Without needing to study to learn magic like a wizard.
But what, exactly, is "cut short"?
It's not like Warlock abilities are any more powerful than Wizard ones. If anything, their generic spellcasting abilities are inferior! They never get a second 6th or 7th level spell, and unless they rest more than twice a day, they never get more than ~12 slots to spend. Admittedly, all of those slots are 5th level slots, whereas the best a Wizard can hope for is ~5 slots of 5th level per day, but the Wizard also gets 12 slots of lower level and knows roughly three times as many total spells; that is, the Wizard learns 6+2*level while the Warlock learns 1+level until level 8, then one every other level thereafter.
In prior editions, the Warlock would probably have been given some kind of actual mechanical advantage over the Wizard, to actually represent how it takes the "quick path to power" or whatever--in which case, the designers of those editions would also have applied the alignment limitations you speak of, to balance out the increased power. The problem is, the Warlock is really no better than the Wizard, except in certain narrow contexts (e.g. the Blade Pact is a much better melee fighter than a straight-up Wizard would be). So, from a design perspective rather than a fiction perspective, there is no reason to apply an alignment restriction--there is no power difference.
The same argument applies to the Paladin. In Ye Olden Dayse, the Paladin was pretty much a Fighter with extra "toys" who did not become a landed noble at high levels. The extra powers were straight-up above and beyond what a normal Fighter could do. Thus, it makes sense that you would give an alignment restriction--their increased powers "come from" a devotion to a higher calling. But the 5e Paladin
isn't just a Fighter with more toys. The two classes are now made to be roughly on par with one another. Whether you call it "balanced with each other," "at parity," whatever, they're meant to be at approximately the same power level. That means the restrictions no longer make sense from a design perspective.
From the fiction side, there's long been a debate about alignment descriptions and whether it is sensible to have an X that is not Chaotic Fashionable or whatever
P). Concepts like the Blackguard in 5e, particularly given the Oath of Vengeance, may make just as much sense with a fallen Paladin as they would with one that is not fallen, but just Evil to begin with. An Oath of the Ancients Paladin is probably going to be Good, but the mentioned tenets of the oath could work regardless of how a person feels about social norms. (For example, I could see one fighting to protect graffiti art, as long as it was actually beautiful, laws and social norms be damned.)
So...yeah. In prior editions, there were often reasons which justified the inclusion of alignment restrictions. A lot of those reasons no longer apply in 5e, so there's no longer much point to the restriction unless one is aiming for specific flavor. And "specific flavor" stuff has been, in general, left to the DM in 5e.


> **WHAT YOU WILL DO**
With the pictures removed, the data below must be transcribed in full and exactly.

:: ENTRIES SUPPLIED ::

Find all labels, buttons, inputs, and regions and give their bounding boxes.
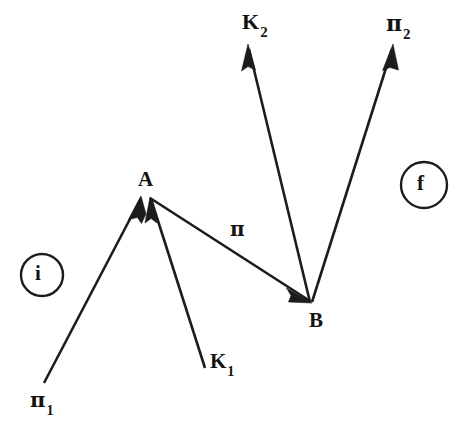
label-region-initial: i xyxy=(35,263,41,284)
label-vertex-b: B xyxy=(309,310,323,331)
label-incoming-pion: π1 xyxy=(30,389,53,414)
label-incoming-kaon-text: K xyxy=(210,349,226,373)
k1-line xyxy=(151,199,205,368)
label-incoming-pion-subscript: 1 xyxy=(46,402,53,418)
label-intermediate-pion-text: π xyxy=(230,217,245,241)
label-outgoing-kaon: K2 xyxy=(242,11,267,37)
label-outgoing-pion-subscript: 2 xyxy=(403,26,410,42)
label-incoming-kaon: K1 xyxy=(210,351,233,375)
k2-line xyxy=(249,49,310,302)
label-region-final: f xyxy=(417,173,424,194)
label-outgoing-kaon-text: K xyxy=(242,9,259,34)
label-outgoing-pion-text: π xyxy=(386,10,402,36)
region-final-circle xyxy=(401,162,447,208)
label-vertex-a: A xyxy=(138,169,153,190)
pi2-arrowhead xyxy=(383,44,399,71)
region-initial-circle xyxy=(21,254,63,296)
vector-k1-to-a xyxy=(145,197,205,368)
label-outgoing-kaon-subscript: 2 xyxy=(260,24,267,40)
label-intermediate-pion: π xyxy=(230,219,245,239)
pi2-line xyxy=(312,49,392,302)
vector-b-to-pi2 xyxy=(312,44,399,302)
vector-pi1-to-a xyxy=(44,196,146,383)
label-outgoing-pion: π2 xyxy=(386,12,410,39)
pi-line xyxy=(150,198,310,301)
label-incoming-kaon-subscript: 1 xyxy=(227,363,234,379)
pi1-line xyxy=(44,198,141,383)
label-incoming-pion-text: π xyxy=(30,387,45,412)
figure-canvas: K2 π2 A B π K1 π1 i f xyxy=(0,0,469,437)
k2-arrowhead xyxy=(242,44,256,71)
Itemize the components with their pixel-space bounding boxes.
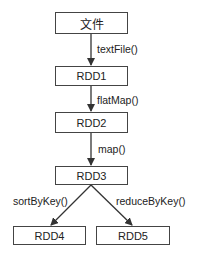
node-label: RDD3 bbox=[77, 170, 107, 182]
node-rdd3: RDD3 bbox=[55, 166, 128, 185]
node-label: RDD1 bbox=[77, 70, 107, 82]
node-rdd5: RDD5 bbox=[96, 226, 170, 245]
node-file: 文件 bbox=[55, 12, 128, 34]
edge-label-sortbykey: sortByKey() bbox=[13, 195, 68, 207]
node-label: RDD5 bbox=[118, 230, 148, 242]
edge-label-flatmap: flatMap() bbox=[97, 94, 138, 106]
node-rdd1: RDD1 bbox=[55, 66, 128, 86]
node-rdd2: RDD2 bbox=[55, 112, 128, 133]
edge-label-reducebykey: reduceByKey() bbox=[116, 195, 185, 207]
edge-label-textfile: textFile() bbox=[97, 43, 138, 55]
node-label: RDD2 bbox=[77, 117, 107, 129]
node-label: 文件 bbox=[80, 15, 104, 32]
node-rdd4: RDD4 bbox=[13, 226, 86, 245]
edge-label-map: map() bbox=[98, 143, 125, 155]
node-label: RDD4 bbox=[35, 230, 65, 242]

:::

> **RESPONSE AREA**
Find all labels, buttons, inputs, and regions and give their bounding boxes.
label-region-initial: i xyxy=(35,263,41,284)
label-vertex-b: B xyxy=(309,310,323,331)
label-incoming-pion: π1 xyxy=(30,389,53,414)
label-incoming-kaon-text: K xyxy=(210,349,226,373)
k1-line xyxy=(151,199,205,368)
label-incoming-pion-subscript: 1 xyxy=(46,402,53,418)
label-intermediate-pion-text: π xyxy=(230,217,245,241)
label-outgoing-kaon: K2 xyxy=(242,11,267,37)
label-outgoing-pion-subscript: 2 xyxy=(403,26,410,42)
label-incoming-kaon: K1 xyxy=(210,351,233,375)
k2-line xyxy=(249,49,310,302)
label-region-final: f xyxy=(417,173,424,194)
label-outgoing-kaon-text: K xyxy=(242,9,259,34)
label-outgoing-pion-text: π xyxy=(386,10,402,36)
region-final-circle xyxy=(401,162,447,208)
label-vertex-a: A xyxy=(138,169,153,190)
pi2-arrowhead xyxy=(383,44,399,71)
region-initial-circle xyxy=(21,254,63,296)
vector-k1-to-a xyxy=(145,197,205,368)
label-outgoing-kaon-subscript: 2 xyxy=(260,24,267,40)
label-intermediate-pion: π xyxy=(230,219,245,239)
pi2-line xyxy=(312,49,392,302)
vector-b-to-pi2 xyxy=(312,44,399,302)
vector-pi1-to-a xyxy=(44,196,146,383)
label-outgoing-pion: π2 xyxy=(386,12,410,39)
pi-line xyxy=(150,198,310,301)
label-incoming-kaon-subscript: 1 xyxy=(227,363,234,379)
pi1-line xyxy=(44,198,141,383)
label-incoming-pion-text: π xyxy=(30,387,45,412)
figure-canvas: K2 π2 A B π K1 π1 i f xyxy=(0,0,469,437)
k2-arrowhead xyxy=(242,44,256,71)
Itemize the components with their pixel-space bounding boxes.
node-label: RDD3 bbox=[77, 170, 107, 182]
node-rdd3: RDD3 bbox=[55, 166, 128, 185]
node-label: RDD1 bbox=[77, 70, 107, 82]
node-rdd5: RDD5 bbox=[96, 226, 170, 245]
node-file: 文件 bbox=[55, 12, 128, 34]
edge-label-sortbykey: sortByKey() bbox=[13, 195, 68, 207]
node-label: RDD5 bbox=[118, 230, 148, 242]
edge-label-flatmap: flatMap() bbox=[97, 94, 138, 106]
node-rdd1: RDD1 bbox=[55, 66, 128, 86]
node-rdd2: RDD2 bbox=[55, 112, 128, 133]
edge-label-reducebykey: reduceByKey() bbox=[116, 195, 185, 207]
edge-label-textfile: textFile() bbox=[97, 43, 138, 55]
node-label: RDD2 bbox=[77, 117, 107, 129]
node-label: 文件 bbox=[80, 15, 104, 32]
node-rdd4: RDD4 bbox=[13, 226, 86, 245]
edge-label-map: map() bbox=[98, 143, 125, 155]
node-label: RDD4 bbox=[35, 230, 65, 242]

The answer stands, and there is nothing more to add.